All,

I have some questions regarding deserialization. On a page in my application, I click a link which takes me to a different page, then click 'back', and try to do something on the original page, but get NPE's whenever any of my transient fields are called. A simple example:

private transient Logger log = Logger.getLogger(BasePage.class);

Later in my code I use my log object in the onSubmit of a button:

log.debug("MySearch() search.getSearchInterest(): " + searchText);

Which works fine in the normal workings of the page. If I click away from the page then use the 'back' button to come back to this page, then click the button that will call this same log.debug statement, thats when the NPE occurs.

So, am I correct in my understanding that the page is serialized when I click away, de-serialized when I come back, and, since no transient objects are serialized along with it, that my 'log' will be null and this NPE is then correct?

If so, this leads me to thinking that, in order for my page to set itself up again correctly, I need to override readObject() and re- setup all of my transient objects that would not be restored in this method? Is this a good or bad practice?

It is working correctly I am just after any tips or caveats.

ie this works:

private void readObject(ObjectInputStream in) throws IOException, ClassNotFoundException {
        // our "pseudo-constructor"
        in.defaultReadObject();
        // now we are a "live" object again, so let's rebuild
        log = Logger.getLogger(BasePage.class);
}


thanks a lot,
Steve


p.s.
Of interest, when I click 'back' in Safari 4, the whole page is reconstructed again (ie the constructor is called again) and readObject is not called, but in other browsers, the state is preserved and readObject() is called. Not sure what the go is with that.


[WORK REQUEST]:
Scan the records below for the word "each" and give only the number of lines that hold it.

(Collection entries)
═══

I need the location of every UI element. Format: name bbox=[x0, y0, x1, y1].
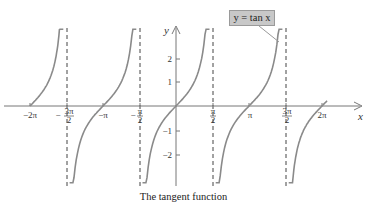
x-tick-label-neg-2pi: −2π bbox=[23, 110, 38, 120]
x-axis-label: x bbox=[357, 110, 363, 122]
legend-label: y = tan x bbox=[229, 10, 275, 26]
x-tick-den-neg-pi-2: 2 bbox=[138, 115, 143, 125]
y-ticks bbox=[176, 59, 180, 155]
y-axis-label: y bbox=[163, 24, 169, 36]
x-tick-den-pi-2: 2 bbox=[211, 115, 216, 125]
y-tick-label-2: 2 bbox=[168, 54, 173, 64]
y-tick-label-neg-2: −2 bbox=[162, 150, 172, 160]
tangent-chart: −2π − 3π 2 −π − π 2 π 2 π 3π 2 2π 2 1 −1… bbox=[0, 0, 367, 212]
x-tick-den-3pi-2: 2 bbox=[285, 115, 290, 125]
x-tick-den-neg-3pi-2: 2 bbox=[67, 115, 72, 125]
chart-caption: The tangent function bbox=[0, 191, 367, 202]
y-tick-label-neg-1: −1 bbox=[162, 126, 172, 136]
tan-branch-1 bbox=[30, 29, 63, 106]
x-tick-label-pi: π bbox=[248, 110, 253, 120]
x-tick-label-neg-pi: −π bbox=[98, 110, 108, 120]
x-tick-label-2pi: 2π bbox=[317, 110, 327, 120]
x-tick-minus-neg-pi-2: − bbox=[130, 110, 135, 120]
y-tick-label-1: 1 bbox=[168, 77, 173, 87]
legend-pointer bbox=[259, 26, 279, 42]
x-tick-minus-neg-3pi-2: − bbox=[55, 110, 60, 120]
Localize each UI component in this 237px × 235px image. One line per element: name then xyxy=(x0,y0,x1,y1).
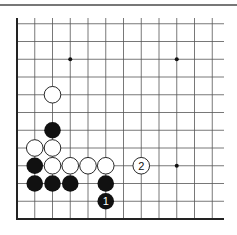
black-stone xyxy=(97,175,114,192)
move-number: 2 xyxy=(138,160,144,172)
star-point xyxy=(175,57,179,61)
white-stone xyxy=(80,157,97,174)
black-stone xyxy=(62,175,79,192)
star-point xyxy=(68,57,72,61)
white-stone xyxy=(26,140,43,157)
black-stone xyxy=(44,122,61,139)
move-number: 1 xyxy=(103,195,109,207)
star-point xyxy=(175,164,179,168)
white-stone xyxy=(44,140,61,157)
black-stone xyxy=(44,175,61,192)
white-stone xyxy=(44,86,61,103)
white-stone xyxy=(62,157,79,174)
go-board: 12 xyxy=(0,0,237,235)
black-stone xyxy=(26,175,43,192)
white-stone xyxy=(97,157,114,174)
white-stone xyxy=(44,157,61,174)
black-stone xyxy=(26,157,43,174)
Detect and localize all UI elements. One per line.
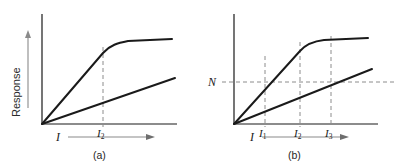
tick-label-i2: I2: [97, 128, 104, 139]
threshold-label-n: N: [208, 76, 216, 88]
figure-root: Response I2 I (a): [0, 0, 405, 167]
tick-label-i3: I3: [325, 128, 332, 139]
x-axis-direction-arrow-head: [340, 134, 349, 140]
y-axis-label: Response: [11, 67, 22, 117]
curve-linear-response: [234, 69, 372, 124]
curve-saturating-response: [42, 39, 172, 124]
tick-label-i2: I2: [294, 128, 301, 139]
x-axis-direction-arrow-head: [146, 134, 155, 140]
tick-label-i2-sub: 2: [101, 132, 105, 141]
curve-saturating-response: [234, 38, 368, 124]
tick-label-i1: I1: [259, 128, 266, 139]
panel-a-caption: (a): [93, 150, 106, 161]
panel-b: N I1 I2 I3 I (b): [200, 0, 405, 167]
panel-a: Response I2 I (a): [0, 0, 202, 167]
x-axis-label: I: [56, 131, 60, 143]
panel-a-plot: [0, 0, 202, 167]
panel-b-caption: (b): [288, 150, 301, 161]
panel-b-plot: [200, 0, 405, 167]
y-axis-direction-arrow-head: [25, 30, 31, 38]
tick-label-i3-sub: 3: [329, 132, 333, 141]
tick-label-i1-sub: 1: [263, 132, 267, 141]
tick-label-i2-sub: 2: [298, 132, 302, 141]
x-axis-label: I: [250, 131, 254, 143]
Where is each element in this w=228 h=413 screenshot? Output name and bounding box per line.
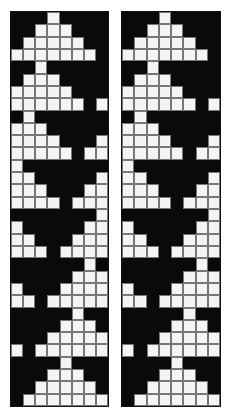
grid-cell (60, 283, 72, 295)
grid-cell (134, 234, 146, 246)
grid-cell (208, 135, 220, 147)
grid-cell (96, 344, 108, 356)
grid-cell (11, 369, 23, 381)
grid-cell (96, 283, 108, 295)
grid-cell (208, 74, 220, 86)
grid-cell (23, 221, 35, 233)
grid-cell (60, 197, 72, 209)
grid-cell (72, 160, 84, 172)
grid-cell (134, 283, 146, 295)
grid-cell (171, 283, 183, 295)
grid-cell (183, 308, 195, 320)
grid-cell (208, 258, 220, 270)
grid-cell (96, 98, 108, 110)
grid-cell (134, 123, 146, 135)
grid-cell (47, 172, 59, 184)
grid-cell (159, 135, 171, 147)
grid-cell (147, 123, 159, 135)
grid-cell (35, 74, 47, 86)
grid-cell (196, 86, 208, 98)
grid-cell (72, 283, 84, 295)
grid-cell (11, 258, 23, 270)
grid-cell (84, 357, 96, 369)
grid-cell (122, 320, 134, 332)
grid-cell (72, 332, 84, 344)
grid-cell (183, 344, 195, 356)
grid-cell (147, 357, 159, 369)
grid-cell (60, 271, 72, 283)
grid-cell (60, 221, 72, 233)
grid-cell (171, 86, 183, 98)
grid-cell (96, 74, 108, 86)
grid-cell (122, 221, 134, 233)
grid-cell (159, 283, 171, 295)
grid-cell (72, 271, 84, 283)
grid-cell (47, 308, 59, 320)
grid-cell (60, 98, 72, 110)
grid-cell (84, 381, 96, 393)
grid-cell (60, 295, 72, 307)
grid-cell (183, 246, 195, 258)
grid-cell (208, 98, 220, 110)
grid-cell (208, 172, 220, 184)
grid-cell (171, 49, 183, 61)
grid-cell (171, 135, 183, 147)
grid-cell (96, 37, 108, 49)
grid-cell (72, 209, 84, 221)
grid-cell (159, 357, 171, 369)
grid-cell (96, 147, 108, 159)
grid-cell (47, 147, 59, 159)
grid-cell (171, 246, 183, 258)
grid-cell (122, 184, 134, 196)
grid-cell (171, 320, 183, 332)
grid-cell (23, 295, 35, 307)
grid-cell (60, 234, 72, 246)
grid-cell (96, 246, 108, 258)
grid-cell (122, 86, 134, 98)
grid-cell (11, 295, 23, 307)
grid-cell (60, 258, 72, 270)
grid-cell (208, 320, 220, 332)
grid-cell (159, 271, 171, 283)
grid-cell (84, 197, 96, 209)
grid-cell (84, 246, 96, 258)
grid-cell (47, 61, 59, 73)
grid-cell (147, 246, 159, 258)
grid-cell (35, 295, 47, 307)
grid-cell (208, 184, 220, 196)
grid-cell (47, 234, 59, 246)
grid-cell (183, 98, 195, 110)
grid-cell (23, 357, 35, 369)
grid-cell (35, 258, 47, 270)
grid-cell (72, 394, 84, 406)
grid-cell (35, 246, 47, 258)
grid-cell (47, 283, 59, 295)
grid-cell (47, 369, 59, 381)
grid-cell (23, 135, 35, 147)
grid-cell (147, 111, 159, 123)
grid-cell (84, 123, 96, 135)
grid-cell (11, 271, 23, 283)
grid-cell (171, 111, 183, 123)
grid-cell (171, 344, 183, 356)
grid-cell (147, 258, 159, 270)
grid-cell (196, 344, 208, 356)
grid-cell (47, 381, 59, 393)
grid-cell (171, 357, 183, 369)
grid-cell (159, 394, 171, 406)
grid-cell (147, 74, 159, 86)
grid-cell (11, 209, 23, 221)
grid-cell (47, 344, 59, 356)
grid-cell (196, 12, 208, 24)
grid-cell (122, 209, 134, 221)
grid-cell (183, 184, 195, 196)
grid-cell (171, 160, 183, 172)
grid-cell (60, 344, 72, 356)
grid-cell (122, 283, 134, 295)
grid-cell (72, 258, 84, 270)
grid-cell (196, 172, 208, 184)
grid-cell (23, 160, 35, 172)
grid-cell (60, 209, 72, 221)
grid-cell (96, 381, 108, 393)
grid-cell (47, 332, 59, 344)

═══

[SOLVED EXERCISE]:
2